NY- Their voices dripping with disgust, two disillusioned lap dancers from a busted midtown strip club described the owner as a pervert who took a cut when he caught his employees having sex with clients.
They said lawyer Lou Posner merely paid lip service to the “No Sex” signs posted in the velvet environs of the Hot Lap Dance Club, which featured private booths perfect for such shenanigans.
“If Lou caught the girls having sex in the private room, he’d fine the girls,” one of the dancers said as Posner and his wife, Betty, were held on prostitution and money-laundering charges. “Isn’t that pimping?”
Vice cops raided the W. 38th St. loft last week, arresting the Posners and 19 others, including porn star Alexia Moore.

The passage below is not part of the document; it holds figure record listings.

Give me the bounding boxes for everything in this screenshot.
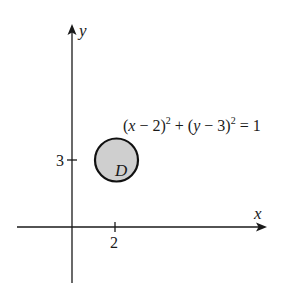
eq-equals-1: = 1 [236, 117, 261, 134]
y-axis-label: y [77, 21, 87, 40]
eq-minus-3: − 3) [200, 117, 230, 135]
eq-plus: + ( [171, 117, 193, 135]
diagram-canvas: x y 2 3 D (x − 2)2 + (y − 3)2 = 1 [0, 0, 308, 293]
region-d-label: D [114, 161, 128, 180]
eq-minus-2: − 2) [135, 117, 165, 135]
x-tick-label-2: 2 [110, 234, 118, 251]
circle-equation: (x − 2)2 + (y − 3)2 = 1 [123, 115, 261, 135]
x-axis-label: x [253, 204, 262, 223]
eq-x-var: x [127, 117, 135, 134]
y-tick-label-3: 3 [56, 152, 64, 169]
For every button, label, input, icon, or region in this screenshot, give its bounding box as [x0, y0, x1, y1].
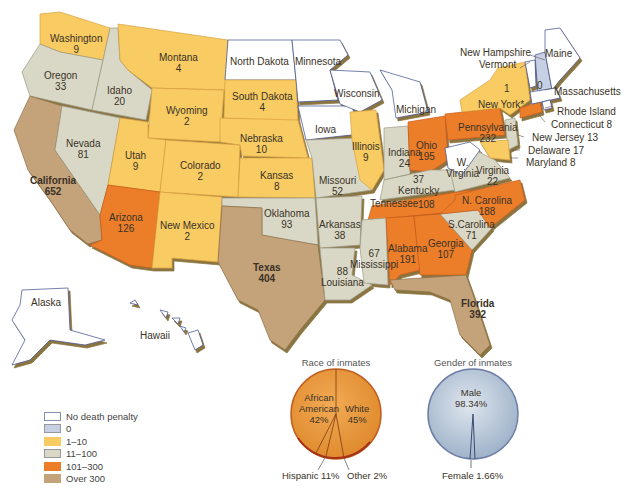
legend-item-1-10: 1–10: [44, 435, 138, 448]
label-new-york-value: 1: [504, 83, 510, 94]
swatch-icon: [44, 412, 61, 421]
label-wisconsin: Wisconsin: [334, 88, 380, 99]
label-oregon: Oregon33: [44, 70, 77, 92]
label-massachusetts: Massachusetts: [554, 86, 621, 97]
label-new-hampshire: New Hampshire: [460, 47, 531, 58]
label-vermont: Vermont: [479, 59, 516, 70]
label-tennessee-value: 108: [418, 199, 435, 210]
label-california: California652: [30, 175, 76, 197]
label-arizona: Arizona126: [109, 212, 143, 234]
label-ohio: Ohio195: [416, 140, 437, 162]
label-utah: Utah9: [125, 150, 146, 172]
label-south-dakota: South Dakota4: [232, 91, 293, 113]
state-hawaii: [130, 300, 203, 350]
pie-race-label-african-american: AfricanAmerican42%: [299, 392, 339, 425]
swatch-icon: [44, 449, 61, 458]
legend-label: 11–100: [66, 448, 97, 459]
label-kansas: Kansas8: [260, 170, 293, 192]
pie-race-label-hispanic: Hispanic 11%: [282, 470, 339, 481]
label-florida: Florida392: [461, 298, 494, 320]
label-iowa: Iowa: [315, 124, 336, 135]
label-texas: Texas404: [253, 262, 281, 284]
legend-label: Over 300: [66, 473, 105, 484]
label-hawaii: Hawaii: [140, 330, 170, 341]
legend-label: 1–10: [66, 436, 87, 447]
label-north-carolina: N. Carolina188: [462, 195, 512, 217]
swatch-icon: [44, 474, 61, 483]
legend-item-zero: 0: [44, 423, 138, 436]
label-north-dakota: North Dakota: [230, 56, 289, 67]
label-tennessee: Tennessee: [370, 198, 418, 209]
legend-label: 101–300: [66, 461, 103, 472]
label-south-carolina: S.Carolina71: [448, 219, 495, 241]
label-montana: Montana4: [159, 52, 198, 74]
legend-label: No death penalty: [66, 411, 138, 422]
pie-gender-title: Gender of inmates: [420, 357, 526, 368]
label-west-virginia: W.Virginia: [446, 157, 479, 179]
label-alaska: Alaska: [31, 297, 61, 308]
label-new-york: New York*: [478, 99, 524, 110]
legend-item-101-300: 101–300: [44, 460, 138, 473]
label-virginia: Virginia22: [476, 165, 509, 187]
state-maine: [545, 28, 580, 90]
label-maine: Maine: [545, 48, 572, 59]
pie-race-label-white: White45%: [345, 403, 369, 425]
label-minnesota: Minnesota: [295, 56, 341, 67]
swatch-icon: [44, 424, 61, 433]
pie-gender-label-male: Male98.34%: [455, 387, 487, 409]
label-oklahoma: Oklahoma93: [264, 208, 310, 230]
swatch-icon: [44, 437, 61, 446]
legend-item-11-100: 11–100: [44, 448, 138, 461]
label-alabama: Alabama191: [388, 243, 427, 265]
label-idaho: Idaho20: [107, 85, 132, 107]
label-rhode-island: Rhode Island: [557, 106, 616, 117]
label-new-jersey: New Jersey 13: [532, 132, 598, 143]
label-arkansas: Arkansas38: [319, 219, 361, 241]
label-nevada: Nevada81: [66, 138, 100, 160]
map-legend: No death penalty 0 1–10 11–100 101–300 O…: [44, 410, 138, 485]
label-delaware: Delaware 17: [528, 145, 584, 156]
pie-gender-label-female: Female 1.66%: [442, 470, 503, 481]
label-nebraska: Nebraska10: [240, 133, 283, 155]
state-rhode-island: [542, 100, 552, 110]
pie-race-label-other: Other 2%: [347, 470, 387, 481]
label-maryland: Maryland 8: [526, 157, 575, 168]
label-new-hampshire-value: 0: [537, 80, 543, 91]
label-missouri: Missouri52: [319, 175, 356, 197]
label-new-mexico: New Mexico2: [160, 220, 214, 242]
pie-race-title: Race of inmates: [290, 357, 382, 368]
legend-item-over-300: Over 300: [44, 473, 138, 486]
label-washington: Washington9: [50, 33, 102, 55]
pie-gender: [428, 369, 518, 468]
label-pennsylvania: Pennsylvania232: [458, 122, 517, 144]
label-wyoming: Wyoming2: [166, 105, 208, 127]
label-michigan: Michigan: [396, 104, 436, 115]
label-connecticut: Connecticut 8: [551, 119, 612, 130]
label-georgia: Georgia107: [428, 238, 464, 260]
label-colorado: Colorado2: [180, 160, 221, 182]
legend-label: 0: [66, 423, 71, 434]
swatch-icon: [44, 462, 61, 471]
legend-item-no-death-penalty: No death penalty: [44, 410, 138, 423]
label-illinois: Illinois9: [352, 141, 380, 163]
label-kentucky: 37Kentucky: [398, 174, 439, 196]
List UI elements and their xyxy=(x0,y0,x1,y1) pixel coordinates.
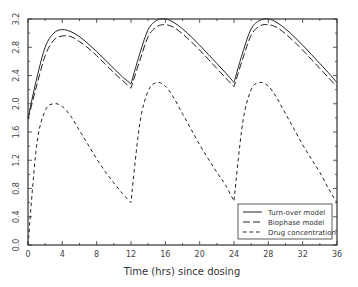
y-tick-label: 1.2 xyxy=(12,154,21,167)
y-tick-label: 2.4 xyxy=(12,69,21,82)
y-tick-label: 0.0 xyxy=(12,239,21,252)
x-tick-label: 16 xyxy=(160,250,170,259)
y-tick-label: 1.6 xyxy=(12,126,21,139)
legend-label: Turn-over model xyxy=(267,209,325,217)
y-tick-label: 3.2 xyxy=(12,13,21,26)
x-axis-title: Time (hrs) since dosing xyxy=(123,266,241,277)
y-tick-label: 2.8 xyxy=(12,41,21,54)
x-tick-label: 24 xyxy=(229,250,239,259)
x-tick-label: 12 xyxy=(126,250,136,259)
y-tick-label: 2.0 xyxy=(12,97,21,110)
x-tick-label: 36 xyxy=(332,250,342,259)
x-tick-label: 0 xyxy=(25,250,30,259)
x-tick-label: 28 xyxy=(263,250,273,259)
y-tick-label: 0.4 xyxy=(12,210,21,223)
series-biophase-model xyxy=(28,25,337,120)
series-turn-over-model xyxy=(28,19,337,118)
x-tick-label: 20 xyxy=(195,250,205,259)
legend-label: Biophase model xyxy=(268,219,324,227)
y-tick-label: 0.8 xyxy=(12,182,21,195)
x-tick-label: 4 xyxy=(60,250,65,259)
legend-label: Drug concentration xyxy=(268,229,336,237)
legend: Turn-over modelBiophase modelDrug concen… xyxy=(238,204,336,239)
x-tick-label: 8 xyxy=(94,250,99,259)
line-chart: 048121620242832360.00.40.81.21.62.02.42.… xyxy=(0,0,358,287)
x-tick-label: 32 xyxy=(298,250,308,259)
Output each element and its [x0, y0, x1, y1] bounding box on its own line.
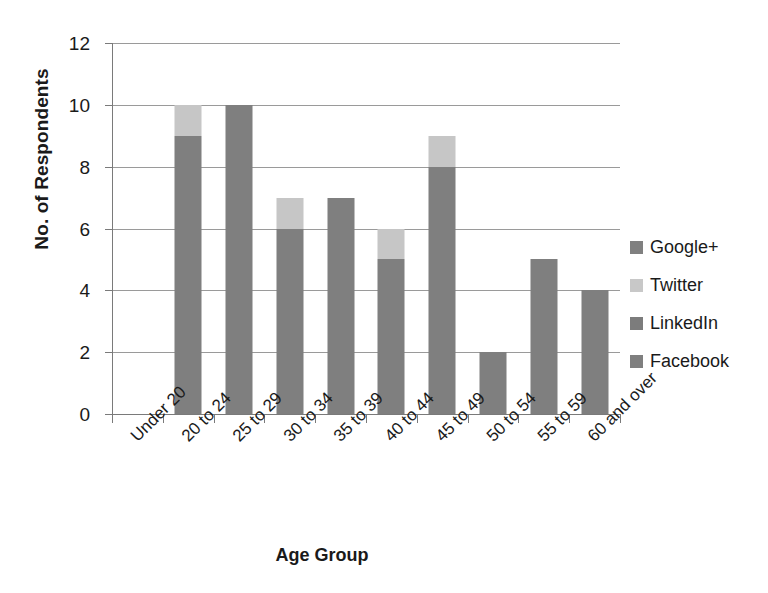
- y-axis-tick-mark: [105, 43, 113, 44]
- legend-swatch-icon: [630, 279, 643, 292]
- x-axis-title-text: Age Group: [276, 545, 369, 565]
- chart-legend: Google+TwitterLinkedInFacebook: [630, 238, 729, 370]
- bar-slot: [569, 43, 620, 414]
- stacked-bar[interactable]: [276, 198, 303, 414]
- bar-segment-twitter[interactable]: [276, 198, 303, 229]
- legend-label: Facebook: [650, 352, 729, 370]
- y-axis-tick-mark: [105, 167, 113, 168]
- stacked-bar[interactable]: [530, 259, 557, 414]
- bar-segment-facebook[interactable]: [378, 259, 405, 414]
- x-axis-title: Age Group: [0, 545, 768, 566]
- y-axis-tick-label: 2: [44, 343, 90, 362]
- legend-swatch-icon: [630, 355, 643, 368]
- y-axis-tick-label: 8: [44, 157, 90, 176]
- legend-swatch-icon: [630, 241, 643, 254]
- bar-slot: [315, 43, 366, 414]
- bar-segment-twitter[interactable]: [429, 136, 456, 167]
- bar-slot: [264, 43, 315, 414]
- bar-slot: [417, 43, 468, 414]
- bars-container: [112, 43, 620, 414]
- stacked-bar[interactable]: [429, 136, 456, 414]
- stacked-bar[interactable]: [225, 105, 252, 414]
- stacked-bar[interactable]: [327, 198, 354, 414]
- bar-segment-facebook[interactable]: [175, 136, 202, 414]
- legend-item-twitter[interactable]: Twitter: [630, 276, 729, 294]
- x-axis-tick-mark: [112, 414, 113, 423]
- legend-item-google-plus[interactable]: Google+: [630, 238, 729, 256]
- legend-label: Twitter: [650, 276, 703, 294]
- stacked-bar[interactable]: [378, 229, 405, 415]
- y-axis-tick-label: 12: [44, 34, 90, 53]
- stacked-bar-chart: No. of Respondents 024681012 Under 2020 …: [0, 0, 768, 593]
- legend-item-linkedin[interactable]: LinkedIn: [630, 314, 729, 332]
- y-axis-tick-label: 6: [44, 219, 90, 238]
- y-axis-tick-label: 0: [44, 405, 90, 424]
- bar-slot: [366, 43, 417, 414]
- y-axis-tick-label: 4: [44, 281, 90, 300]
- y-axis-tick-mark: [105, 414, 113, 415]
- bar-slot: [112, 43, 163, 414]
- legend-item-facebook[interactable]: Facebook: [630, 352, 729, 370]
- bar-segment-facebook[interactable]: [429, 167, 456, 414]
- y-axis-tick-mark: [105, 229, 113, 230]
- bar-segment-facebook[interactable]: [276, 229, 303, 415]
- bar-slot: [214, 43, 265, 414]
- y-axis-tick-label: 10: [44, 95, 90, 114]
- bar-segment-twitter[interactable]: [175, 105, 202, 136]
- legend-label: LinkedIn: [650, 314, 718, 332]
- legend-label: Google+: [650, 238, 719, 256]
- legend-swatch-icon: [630, 317, 643, 330]
- bar-slot: [468, 43, 519, 414]
- bar-segment-facebook[interactable]: [327, 198, 354, 414]
- bar-slot: [518, 43, 569, 414]
- bar-segment-twitter[interactable]: [378, 229, 405, 260]
- bar-segment-facebook[interactable]: [225, 105, 252, 414]
- y-axis-tick-mark: [105, 352, 113, 353]
- y-axis-tick-mark: [105, 290, 113, 291]
- bar-segment-facebook[interactable]: [530, 259, 557, 414]
- y-axis-tick-labels: 024681012: [44, 0, 90, 593]
- bar-slot: [163, 43, 214, 414]
- y-axis-tick-mark: [105, 105, 113, 106]
- stacked-bar[interactable]: [175, 105, 202, 414]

As the couple tried to come up with $150,000 bail each, the two dancers gave a revealing glimpse of the jiggle joint’s inner workings.
College students by day, they insisted they never had sex at the 7,000-square-foot club, but said Posner pressured his employees for sex.
“He tried to get the girls to do rooms with him,” said one dancer, a tall, thin brunette in a pencil skirt and tailored blouse.
She was referring to the club’s half-dozen curtained cubicles, each with a narrow bed, desk and a box of tissues.
There were also two suites – the Leopard Room and the Lavender Room – with king-sized beds and steel doors for bachelor parties and interludes with multiple girls.
Posner staged elaborate lesbian sex shows inside an open lounge area, stroking the women’s hair and handing them sex toys as the shows progressed, the women said.
“He treated the girls as if they were property,” said the other dancer, a New Jersey resident in a tube top and skirt.
“It was awful,” said her friend, who worked at the club for four months.
The pair estimated that 120 women worked there. Some were Americans who operated as independent contractors and paid $80 a night in “house fees;” others were Russians who worked to pay off debts to their handlers.
The two dancers said the house fees were waived if the girls agreed to go to a private room with Posner, who allegedly laundered his ill-gotten profits through a nonprofit voter registration organization.
“He had no respect for us,” said one of the women, a New Jersey resident who estimated she earned $1,000 a night giving lap dances to the “suit and tie guys.”
As evidence, her colleague pulled out her BlackBerry and read a July 14 e-mail she said was from Posner that criticized the quality of the club’s lap dancing.
“Managers and the more experienced lap dancers need to critique the newer dancers on the art of a lap dance,” the e-mail said. “Dancers should never refuse to give a lap dance to an owner or manager.”
At Posner’s E. 48th St. apartment building, where rents hit $10,000 a month, he didn’t get rave reviews, either. “He looked like a bum, always dressed sloppy,” said one building source. “He didn’t have a friend here, and never said thank you to any of the help.”